Spring Boot is relying on Tomcat to evaluate the incoming request to determine if the request should be considered "secure". Tomcat remote IP valve is looking at two bits of information to evaluate if a request is secure.

  1. The ip address of the load balancer / proxy that sent the request to tomcat
  2. The value of the x-forwarded-proto http header

The ip address of the load balancer which is called internal proxy in tomcat config must be on the trusted list and the x-forwaded-proto must be https for tomcat to consider the request secure. Otherwise, a redirect is sent.

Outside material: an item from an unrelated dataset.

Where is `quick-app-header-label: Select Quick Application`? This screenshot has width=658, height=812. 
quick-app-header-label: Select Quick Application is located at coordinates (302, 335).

The google load balancer is sending the request with x-forwaded-proto: https but the source ip is one from the google range 35.191.0.0/16 and 130.211.0.0/22 so tomcat was considering https requests from the GCP loadbalancer to be insecure sending back a redirect. Thus causing the infinite redirect loop that the browser complaining about.

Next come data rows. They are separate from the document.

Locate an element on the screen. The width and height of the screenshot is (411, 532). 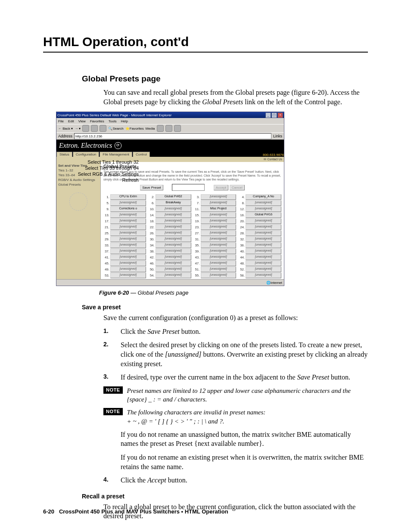
menu-item: Help is located at coordinates (124, 121).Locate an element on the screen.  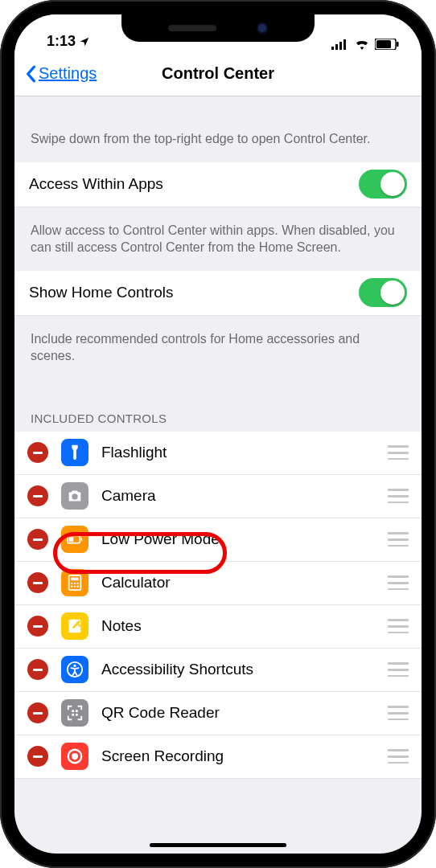
wifi-icon is located at coordinates (362, 44).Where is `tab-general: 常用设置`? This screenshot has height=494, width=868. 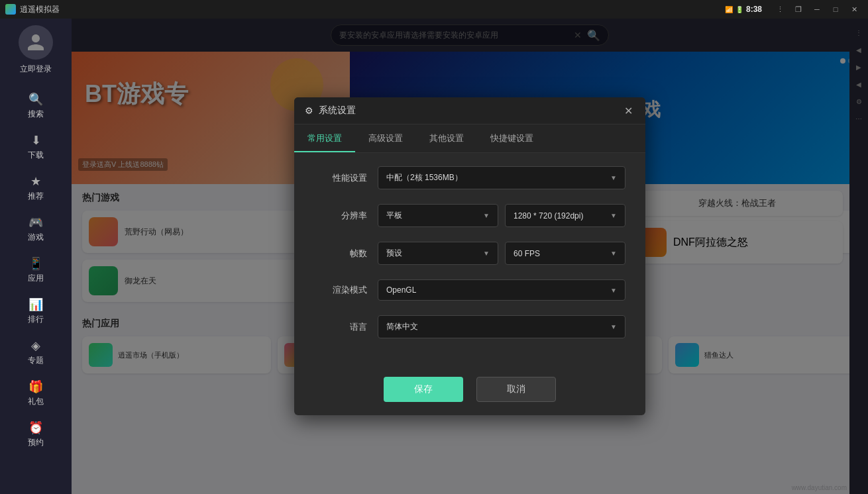 tab-general: 常用设置 is located at coordinates (325, 138).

Spring Boot Configures the tomcat remote ip address using using the property server.tomcat.remoteip.internal-proxies which has default values for private ip addresses from RFC 1918 using the regex below.

10\\.\\d{1,3}\\.\\d{1,3}\\.\\d{1,3}|192\\.168\\.\\d{1,3}\\.\\d{1,3}|169\\.254\\.\\d{1,3}\\.\\d{1,3}|127\\.\\d{1,3}\\.\\d{1,3}\\.\\d{1,3}|172\\.1[6-9]{1}\\.\\d{1,3}\\.\\d{1,3}|172\\.2[0-9]{1}\\.\\d{1,3}\\.\\d{1,3}|172\\.3[0-1]{1}\\.\\d{1,3}\\.\\d{1,3}|0:0:0:0:0:0:0:1|::1

Tomcat does not know how to compare ip address ranges so the google source ips must be converted into a regex for this to work.

server:
  port: 7777
  forward-headers-strategy: native
  tomcat:
    remoteip:
      protocol-header: "X-Forwarded-Proto"
      remote-ip-header: "X-Forwarded-For"
      internal-proxies: ".*" # should Java regex to match ip address range of the load balancer servers. Not a best practice to trust all ip addresses.